SCANDAL: LKP stops forfeiture of £800,000 flat … over a £7,000 service charge dispute
He has also noted the more recent scandalous case of the Wellcome Trust, the second biggest charity in the world and a London landlord, spending, in fact, £114,000 to recover £6,000 from a leaseholder.
The case is now closed down with a Non-Disclosure Agreement – following the intervention of LKP, The Guardian and BBC R4 MoneyBox Live. However, we will report it in due course.
We are delighted that this high-handed bullying by the Welltrust, is known to MPs.
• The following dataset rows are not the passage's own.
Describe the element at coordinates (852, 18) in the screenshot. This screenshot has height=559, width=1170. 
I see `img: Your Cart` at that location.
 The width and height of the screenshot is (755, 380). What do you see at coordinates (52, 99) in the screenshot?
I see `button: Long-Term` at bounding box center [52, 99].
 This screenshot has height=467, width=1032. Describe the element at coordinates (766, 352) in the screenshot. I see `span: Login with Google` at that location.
So, well done, ConservativeHome.
Mr Howarth also refers to the Parthenia Mundy Case, where chartered surveyor James Wyatt is challenging the flimsy substance behind lease valuation models (commissioned by London’s richest landlords from its most obsequious asset management/estate agency giants).
The Conservative researcher also understands how freeholders use legal costs to smother and silence leaseholder dissent in the courts.
Mr Howarth ends his article on ConservativeHome with a call for a number of fine reforms – including ending the creation of new leaseholds – and then asks whether government will act.
“The property lobby is very well-resourced, and has fought off many previous such attempts to improve leaseholder rights. There are many institutions with property portfolios represented in the Lords, and there is a whole legal industry lobby designed to service them, as well as the prevalence of donations from property entrepreneurs and companies.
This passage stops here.